The author Chris L. Terry talks to the activist and “Insecure” actor about growing up as a misfit in Houston, finding his way in Hollywood, and becoming a prominent voice at Black LIves Matter L.A. protests.
Every Wednesday, Kendrick Sampson and Black Lives Matter L.A. lead a protest outside L.A. County D.A. Jackie Lacey’s office. The goal is to “lift up 622 people now who’ve been killed by police in the last seven years under Jackie Lacey,” Sampson says via Zoom, his gravelly Texas drawl growing emphatic as he prepares for this afternoon’s rally. The weekly event has been going on for years, but today, the protest feels more urgent than ever.
It’s Wednesday, September 23rd, just a couple of hours after a grand jury announced they would not be charging officers from the Louisville Police Department for the killing of Breonna Taylor, the black, 26-year-old EMT who had been sleeping when officers raided her home. It was a predictable but depressing decision, or what Sampson calls “expected bullshit” — the perfect example of the white supremacist system that he’s been so vocal about the need to dismantle.
To the actor and activist, there’s a clear connection between Lacey and Daniel J. Cameron, the Kentucky Attorney General who oversaw Taylor’s case. “For the most part, when you get black faces in high places in institutions that are the continuation of slave catching and slavery, it’s because they make white supremacy comfortable. That’s where you get a Daniel J. Cameron and D.A. Jackie Lacey,” says Sampson, shifting in his seat in a sun-dappled room with leaves waving outside its many windows. The light catches his green eyes and scruffy beard.
“We’re not just looking at diversity and inclusion. We’re looking at liberty. We’re looking at building institutions based in accountability, where Jackie Lacey or Daniel J. Cameron, who’s comfortable with placating white supremacy, and continuing this legacy of oppression, where they wouldn’t fit in. It just strengthens the resolve to abolish the entire system and start over,” he says.
Sampson’s activism drew national attention in June when the Los Angeles Police Department was caught on camera shooting him with rubber bullets at a Black Lives Matter protest. To most of the public, the 32-year-old was best known for his role as Nathan, the transplant who gets Issa Rae’s guided tour of Black L.A. — from Eso Won Books to a Windsor Hills swimming pool — on season three of Insecure. He’s also appeared in Miss Juneteenth and How To Get Away with Murder, was recently profiled in GQ and was just named to The Root 100. But for Sampson, activism has been a lifelong pursuit.
Sampson grew up near Houston, in an interracial household where he learned to seek out his fellow misfits. “As a family, we were kind of outcasts. My mom’s family disowned her for marrying a black man and my dad was orphaned, so a lot of the, quote unquote, family that we had were not blood from either side. The people that would come to visit us were misfits, too,” he says. “Inherent in my identity was that it was political. There weren’t many people that had my experience, that looked like me in my area, when I was growing up. A lot of it was just navigating my own privilege, my own challenges, my own identity.”

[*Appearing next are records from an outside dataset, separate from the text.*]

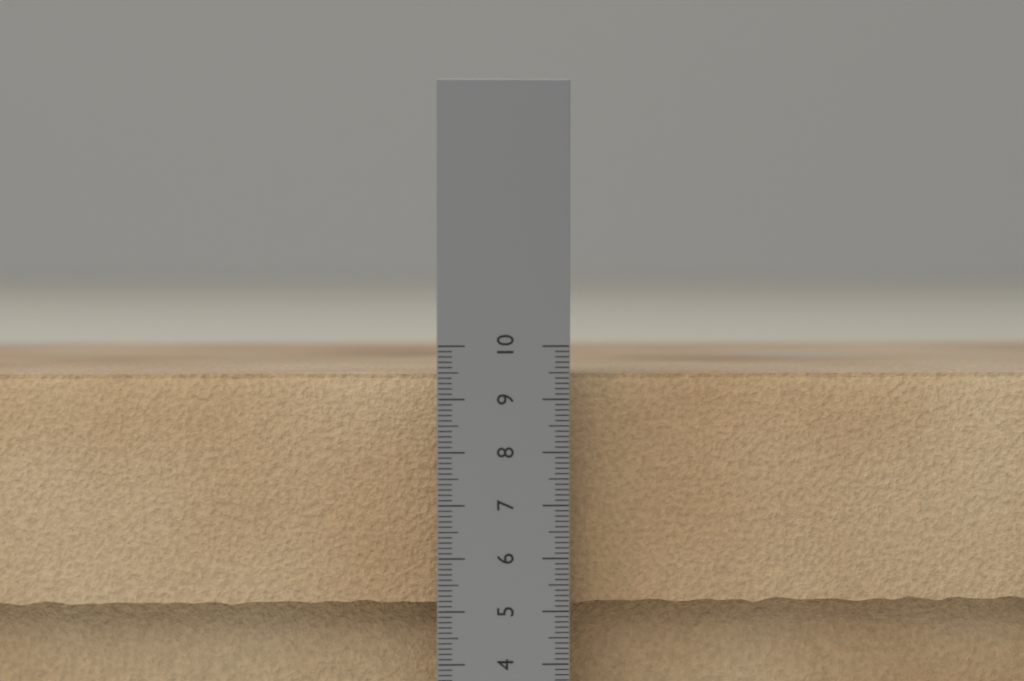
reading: 9.5 cm
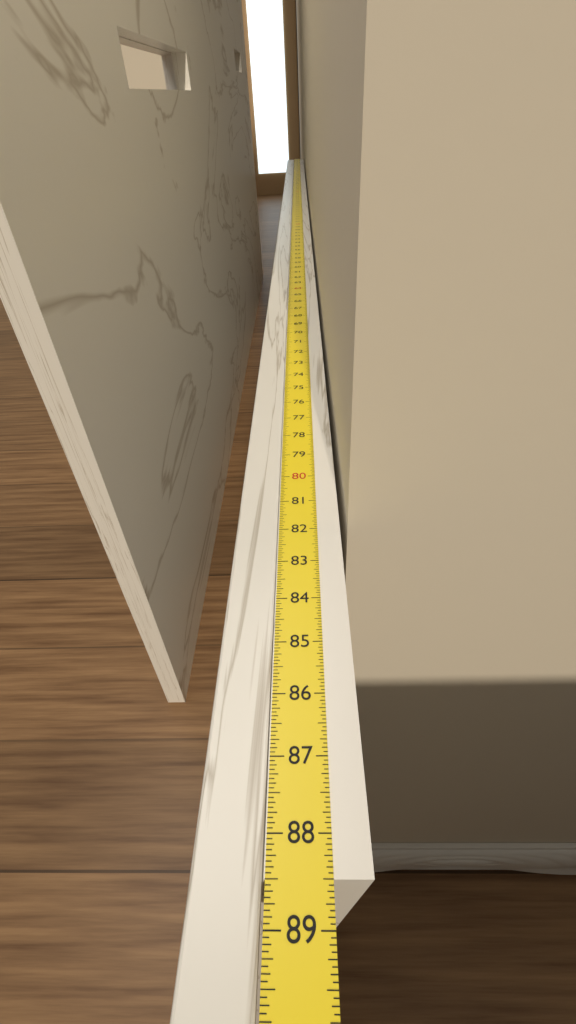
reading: 88.5000 in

In high school, his search for identity led him to “a culture of misfits” he says, “and identifying who is most vulnerable in the room.” This sparked his interest in coalition-building, whether it meant banding together to gain popularity, working to get a racist teacher fired, or mobilizing to organize a step team.
After moving to Los Angeles as a teenager, he found a supportive community in Ladera Heights, the “Black Beverly Hills” that Frank Ocean sings about on his Grammy-winning album channel ORANGE. Sampson began volunteering at homeless shelters and after a number of traumatic experiences with police brutality dating back to his youth in Texas, he began to draw connections with the issues he was confronted with in the shelters. “I saw the problems of criminalizing poverty, criminalizing mental health, criminalizing substance addiction,” he says. “And in seeing that the homeless shelters were providing some relief, but not addressing the root of the problem.”
Feeling like the homeless shelters were just “Band Aids,” he was drawn to the grassroots activism of Black Lives Matter, which had grown as a movement in the wake of police killings of Eric Garner and Mike Brown. In 2019, he founded his own organization, BLD PWR, which encourages people in Hollywood to use their platforms to speak out for social justice, and pushes for TV shows and movies that address social issues. This past summer, the nonprofit published an open letter calling on Hollywood to cut ties with the police.
Our conversation ended so that Sampson could head downtown for the Jackie Lacey Must Go rally. When I asked about calls to action, he said, “We also have to hold our leaders and community members accountable. Remember that it’s a lot like defunding the police, when a lot of people are like, ‘What does abolition of police look like?’ It looks like this policing system doesn’t have any accountability mechanisms. So we have to actually build those systems of safety and accountability, before we get to the point of complete abolition.”